Tuesday, December 20, 2011

Christmas is in the air

We have had a lot of fun the last few weeks celebrating Christmas time in our own way. A part of it has been lonely not anticipating a fun trip to Salt Lake like last year full of Christmas traditions, but we have done little things to make it special. Thatcher has been helping me a lot in the kitchen. He wanted to make candy cane cookies, so we did that. He has also helped me to make other things like ginger cookies, chocolate cookies with candy cane kisses on top (9 dozen of them! I took them to a cookie exchange and they won the prize for prettiest cookie). We have done some fun activities like m&m wreaths, and paper trees, we made our own snow globe, and we made a tree with decorations out of felt. Thatcher gets excited about everything we do so it has motivated me to find some ideas for celebrating the season.
We also made gingerbread houses with graham crackers. We made Thatchers and once James had completely devoured it (it took a few days of very hard work), we decorated James's and then the boys did the same on that one. I was pretty impressed that they managed to eat every last bit of both houses.



My mind is drawing a blank on other things we did to celebrate. Each day the boys would get a treat out of the advent calendar until a week before Christmas when James just couldn't handle it any more and ate all the candies that were left. We also kept track of the days until Christmas with a cottonball beard we built for Santa. Eugene the Elf was a fun tradition we officially started this year (he never got named last year and Thatcher was a little too young to understand). Eugene did some funny things like flying from the ceiling fan and the boys loved finding him in different places around the house.

We read Christmas stories every night and Ty converted the boys to 'Silent Night'. If you try to sing anything else to them at bedtime you will be rudely interrupted and told to sing 'Silent Night' instead. Thatcher embraced everything Christmas we shared with him and he loved learning about Jesus and playing with the "activities" (what he calls nativities).

At our ward Christmas party James spent the majority of the evening trying to eat all the butter, and Thatcher spent the majority of the evening in the nativity room looking at different nativity scenes and watching a short movie on the birth of Christ. I tried to get him to go to Mrs. Claus's story time or the craft room where they made decorations, but all he wanted to do was look at the baby Jesus. I thought that was pretty sweet.
Ty and I got to celebrate in other ways. We had a nice night at the Coconino County Bar Association's Christmas party where Ty was voted in as President. I also went to a fun Christmas craft night, an ugly Christmas sweater themed Bunco night, a cookie exchange where I left with a ton of really great treats, and I helped plan and put on our Relief Society Christmas dinner that was a mediocre success. I also helped teach a special Christmas lesson with the rest of the presidency the week before Christmas. It was a super busy month to say the least, but all the Christmas activities helped me to be a little less homesick for my family.
We got a big snow storm a couple weeks before Christmas and the boys played for a long time with their dad in the snow. They sled and built a snowman with chocolate cookie eyes.
I am so grateful for my kids to help make Christmas magical again. Without them it would just be a lot of decorating, baking, and party planning, with no one to really make it meaningful (and force me to stay in the 'nativity room' all night thinking about the Savior instead of all the other less important things).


Work item:
Everything from the line containing "Identify the location" to the last line of the listing below should be restated exactly, both ends included, with nothing added and the pictures omitted.

==== Records provided

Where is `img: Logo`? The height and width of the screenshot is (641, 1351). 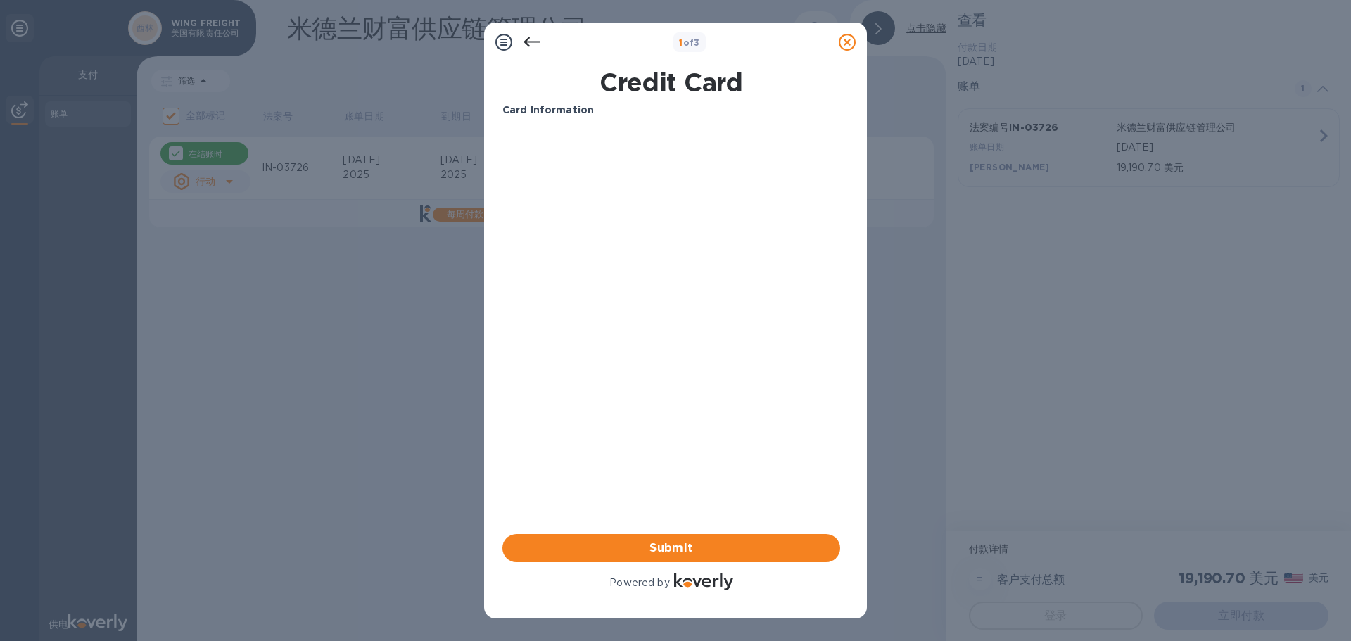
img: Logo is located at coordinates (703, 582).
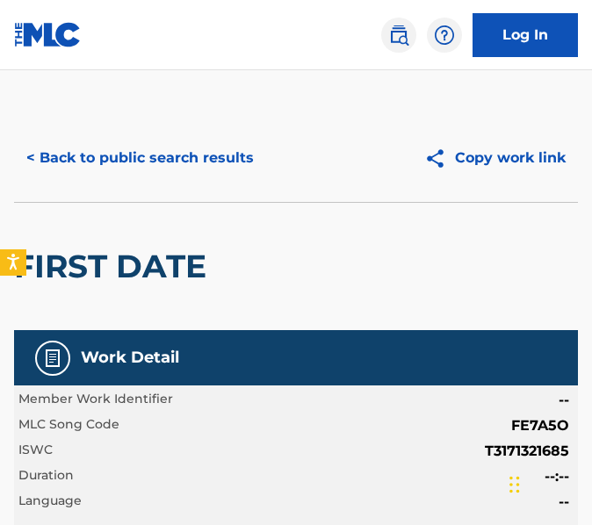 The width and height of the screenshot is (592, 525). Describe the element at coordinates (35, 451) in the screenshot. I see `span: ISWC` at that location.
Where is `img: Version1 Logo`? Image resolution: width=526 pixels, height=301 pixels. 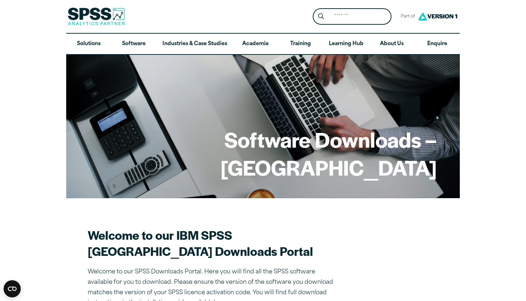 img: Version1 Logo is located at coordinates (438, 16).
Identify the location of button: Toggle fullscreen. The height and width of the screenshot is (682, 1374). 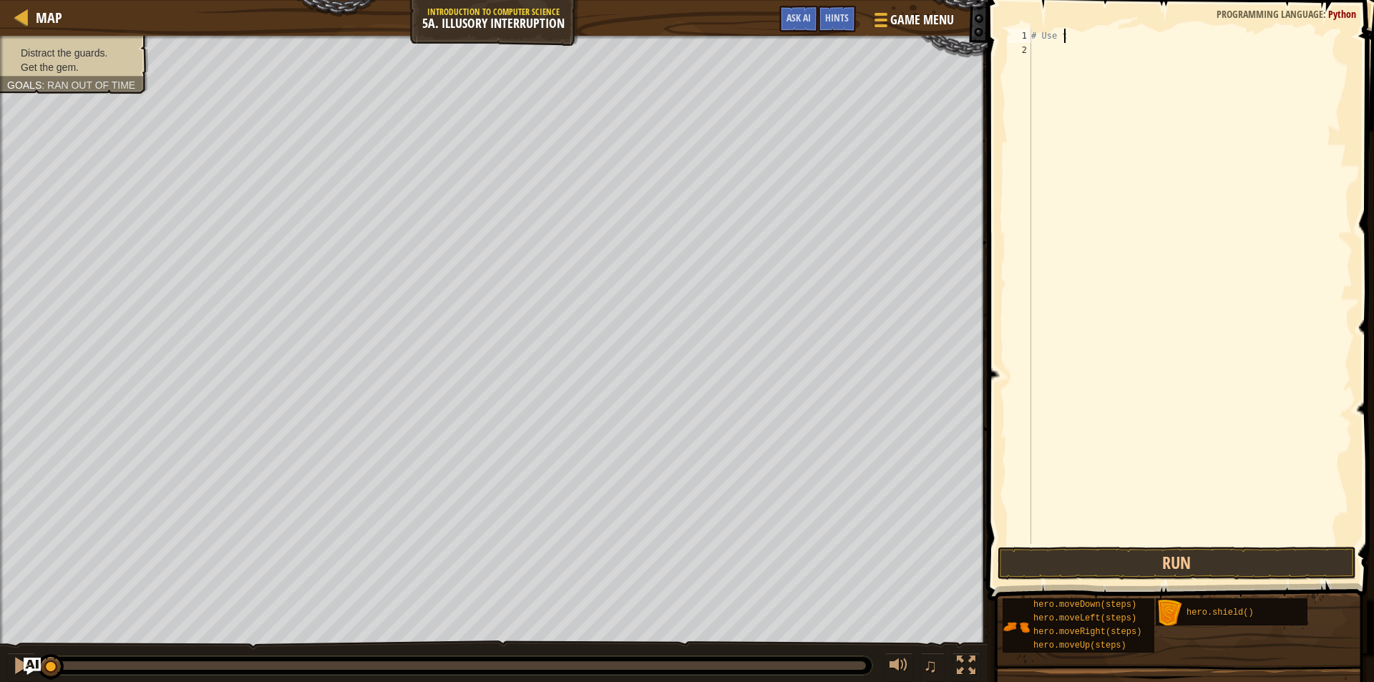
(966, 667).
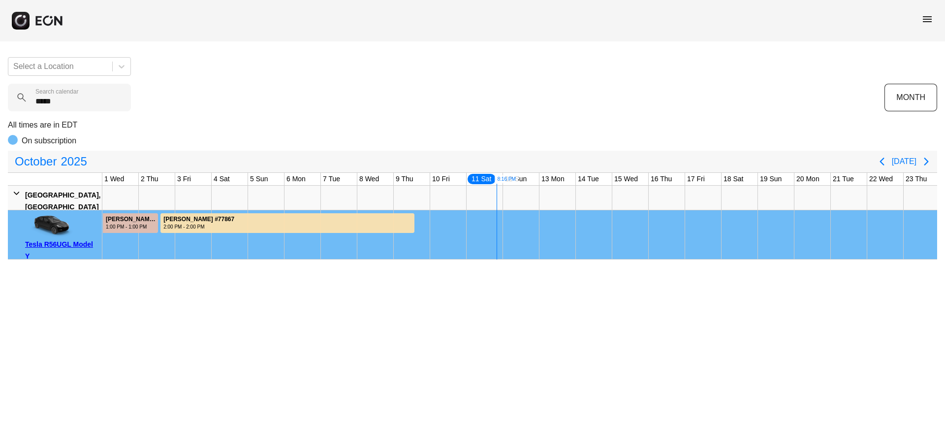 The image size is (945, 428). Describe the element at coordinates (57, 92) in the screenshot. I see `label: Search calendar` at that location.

========

Response:
Identify the location of button: Toggle fullscreen. The height and width of the screenshot is (682, 1374). 
(966, 667).
 The image size is (945, 428). Describe the element at coordinates (57, 92) in the screenshot. I see `label: Search calendar` at that location.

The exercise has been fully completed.